Can employers require employees to be vaccinated for commercial reasons?
Can employers require employees to be vaccinated for commercial reasons?
Monday 29 November, 2021
This question is rapidly gaining relevance and growing in importance as an increasing number of businesses and private landowners alike are choosing to restrict access or limit business dealings to those who are fully vaccinated. The consequence can put employers with unvaccinated staff needing to access those sites in a tough spot.
Health & Safety grounds
The bulk of the guidance and discussion around the issue of employer-mandated vaccination (as opposed to government-mandated vaccination) is centred on ensuring health and safety. WorkSafe has shared a risk assessment aimed at providing employers with a guideline for assessing the risk that COVID-19 poses to its people. The indication has been that this risk assessment will soon be incorporated into law as the country approaches its transition away from its elimination strategy (the alert level system) and into the COVID-19 protection framework (the traffic light system).
While helpful, this guidance is of little assistance to those employers who have a legitimate interest in having vaccinated staff in roles that are considered to be lower risk in relation to health and safety.
Can a vaccine mandate be commercially justified?
Due to the significant controversy and strong personal beliefs, imposing vaccine mandates in any sense is risky and susceptible to challenge. Employees have a right to decline the vaccine and to privacy of their personal medical information. Any action that could encroach on these fundamentals should be carefully considered.
While touting a full-vaccinated workforce might be good marketing, or generally better for business, simply wanting to market your business in this way is highly unlikely to justify imposing a mandate. However, commercial reasons striking directly at the viability of your business could, in our opinion, form the basis of justifiable grounds for requiring a vaccinated staff. For example:
- A situation where your staff perform work on a privately owned site, and the site-owner lawfully requires that only vaccinated people will be allowed on site; or
- A situation where you manufacture product for a buyer and the buyer lawfully stipulates that it will not purchase any product manufactured by unvaccinated people.
In scenarios such as this, where there could be significant financial repercussions for the business if it did not meet the vaccination requirements imposed by a contracting party or its key clients/customers, our view is that there could be a legitimate commercial basis for justifying a vaccination mandate and, in turn, any dismissals resulting for a failure to comply with that mandate.
This is particularly so where the commercial repercussions of not imposing a mandate (losing work) could risk the viability of the business as a whole, or a particular contract. The effect ultimately being that if the contract/customer were lost the staff undertaking that work would be redundant anyway.
Process considerations
Usual employment processes still apply and can have an added layer of complexity in a situation, such as this, which has not yet come before the Employment Relations Authority and Employment Court. If your business or your employer is facing a similar dilemma, please feel free to contact our Employment Team for advice specific to your circumstances.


Drop the images, then output the listing exactly.

──────── Dataset extract

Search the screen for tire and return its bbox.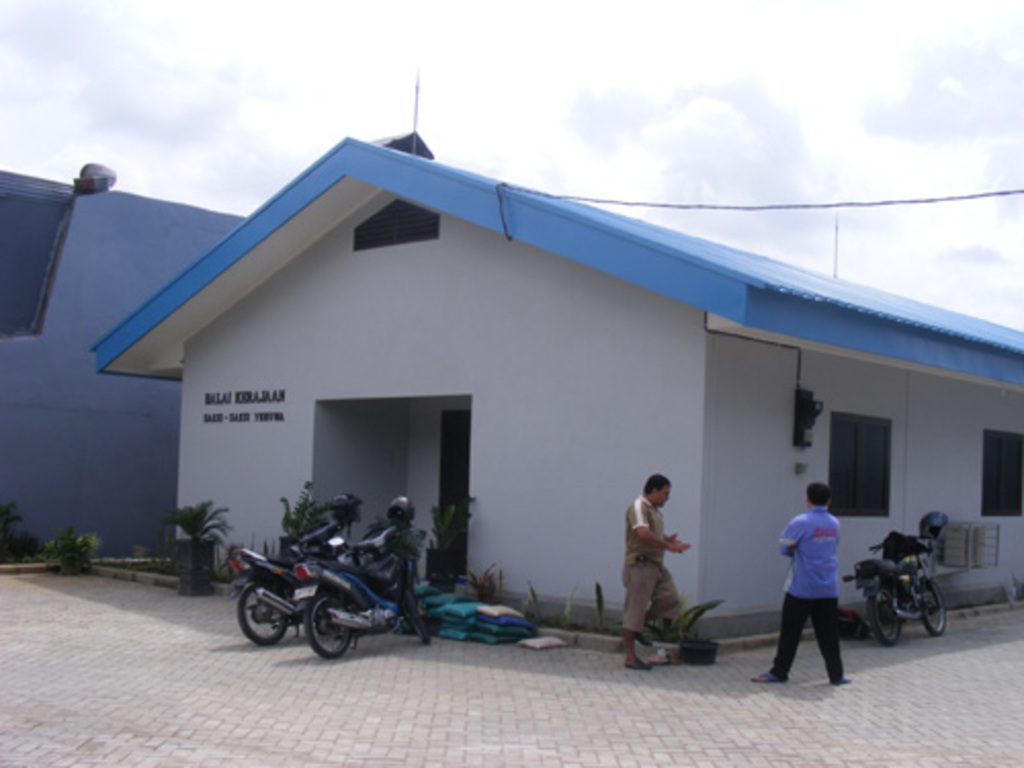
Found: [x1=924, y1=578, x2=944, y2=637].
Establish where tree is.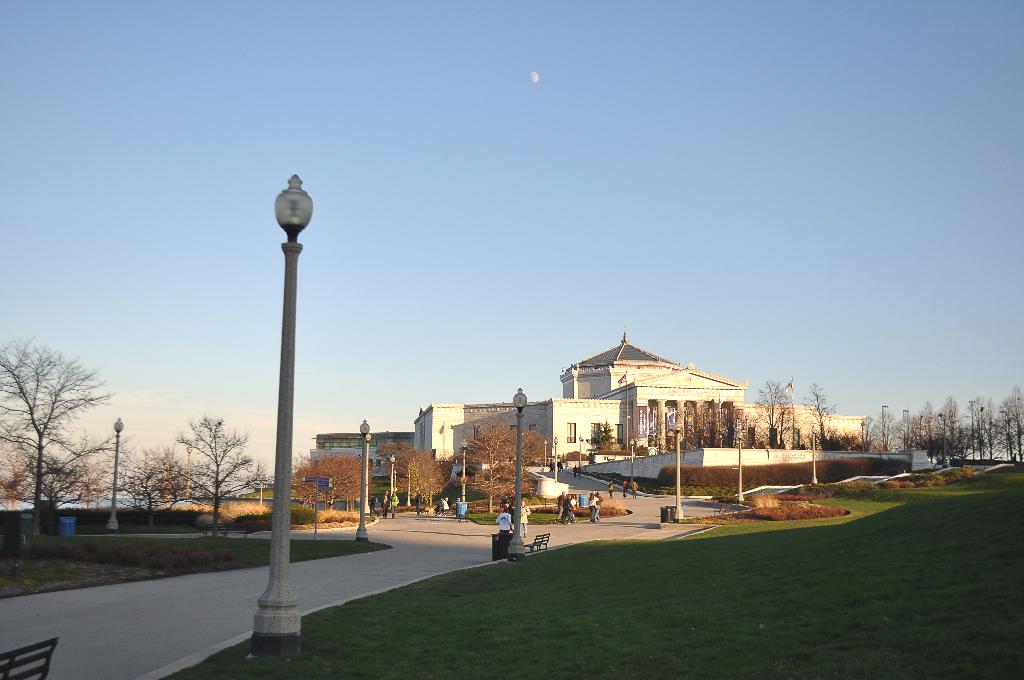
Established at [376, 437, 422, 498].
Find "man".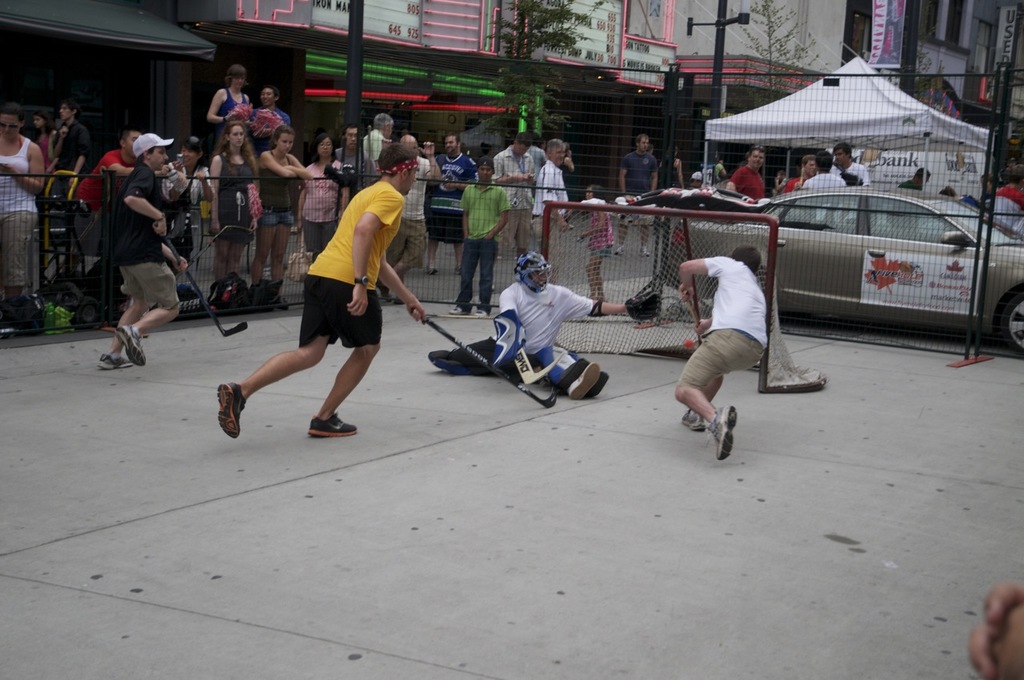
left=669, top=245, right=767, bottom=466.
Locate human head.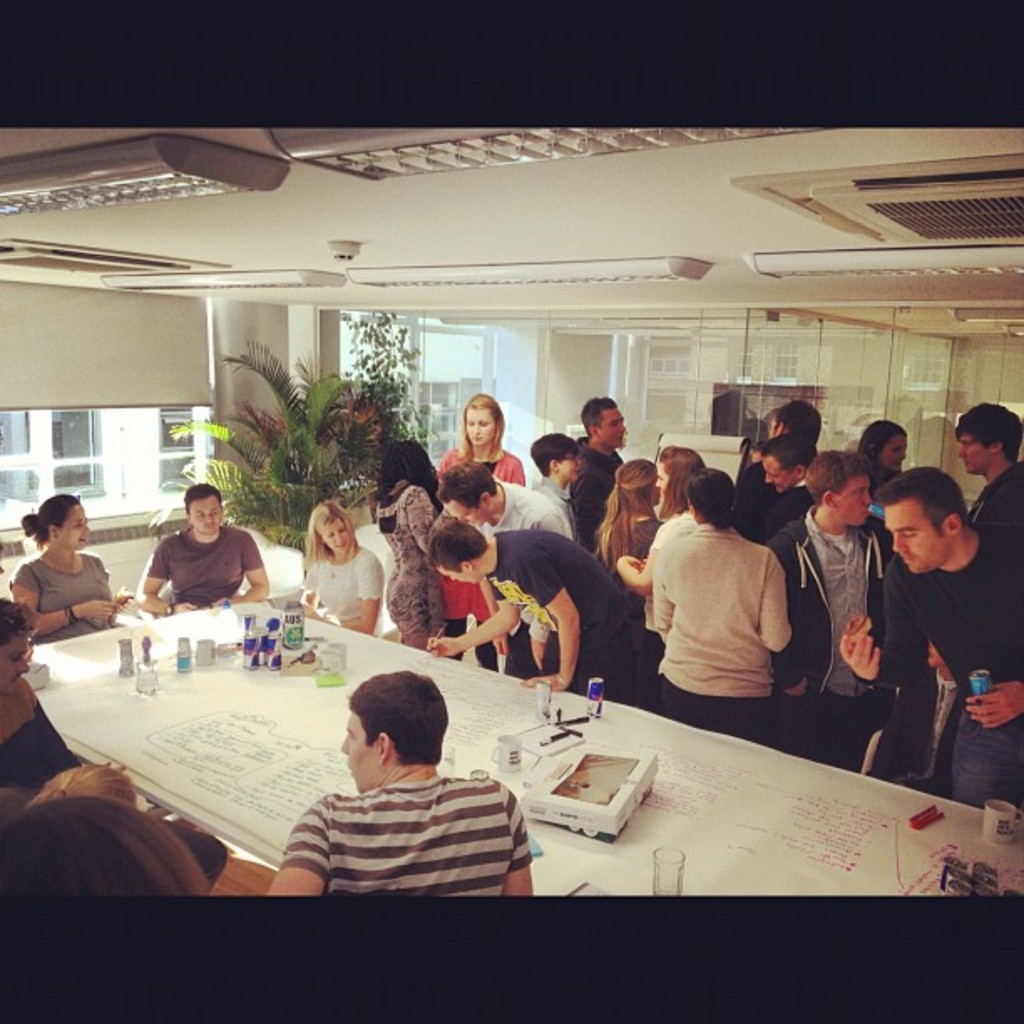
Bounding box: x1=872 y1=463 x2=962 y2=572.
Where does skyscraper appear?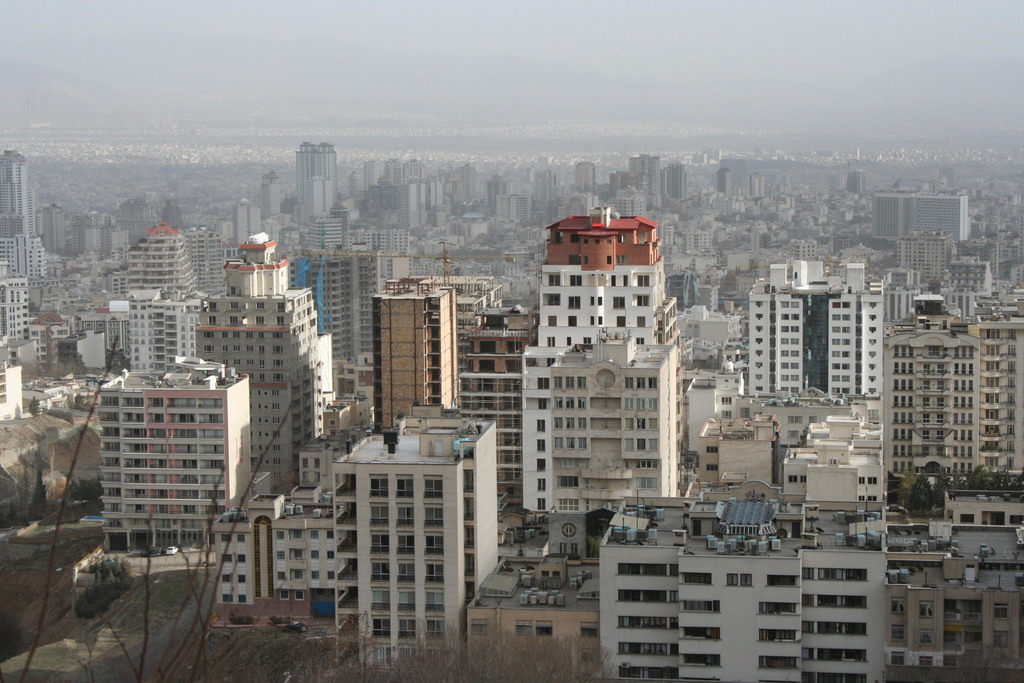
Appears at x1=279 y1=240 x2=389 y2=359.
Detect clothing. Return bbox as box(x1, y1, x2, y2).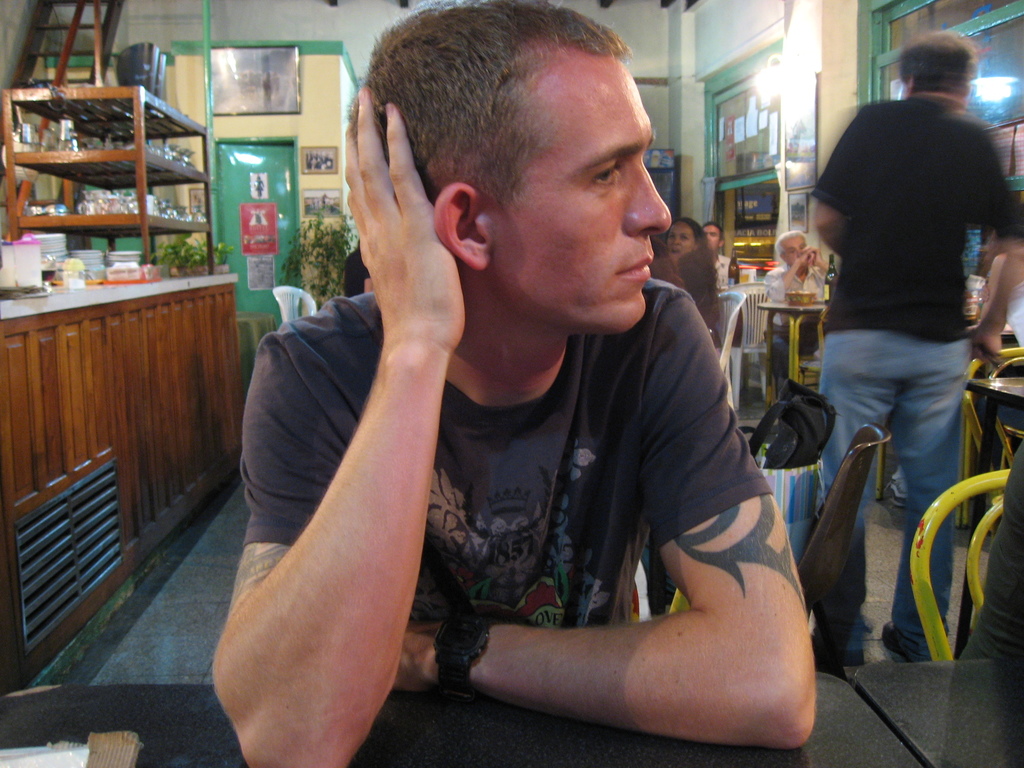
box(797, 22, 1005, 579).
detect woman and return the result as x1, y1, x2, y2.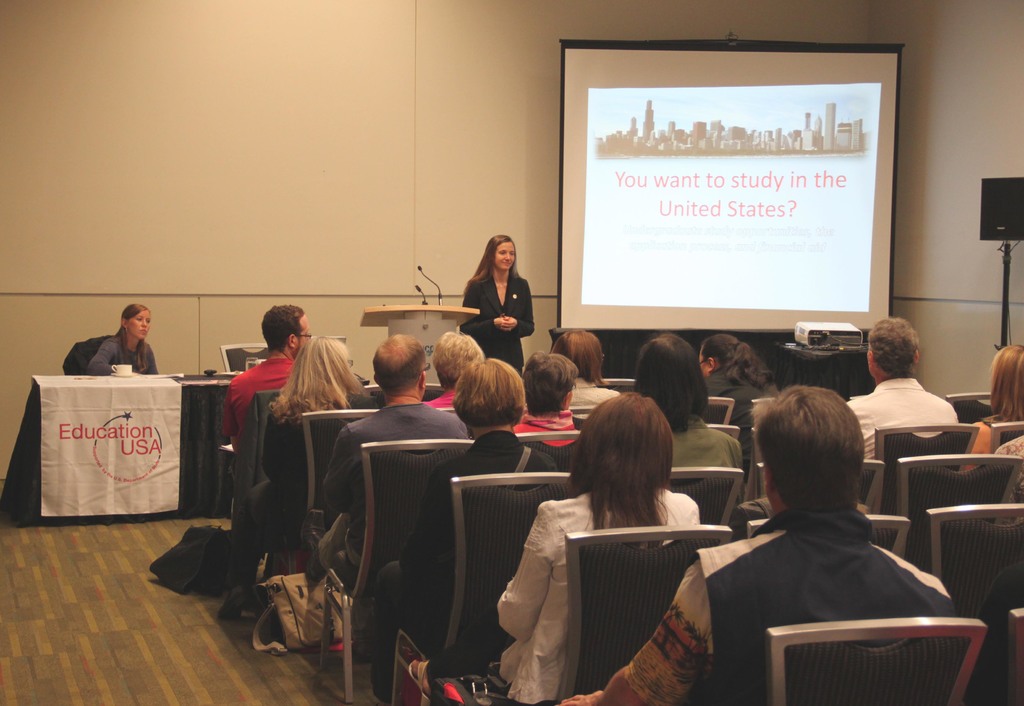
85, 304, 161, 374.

────────────────

Output for this task
Search the screen for tire and return its bbox.
Found: [x1=924, y1=578, x2=944, y2=637].
Establish where tree is.
Established at [376, 437, 422, 498].
Find "man".
left=669, top=245, right=767, bottom=466.
Locate human head.
Bounding box: x1=872 y1=463 x2=962 y2=572.
Where does skyscraper appear?
Appears at x1=279 y1=240 x2=389 y2=359.
Detect clothing. Return bbox as box(x1, y1, x2, y2).
box(797, 22, 1005, 579).
detect woman and return the result as x1, y1, x2, y2.
85, 304, 161, 374.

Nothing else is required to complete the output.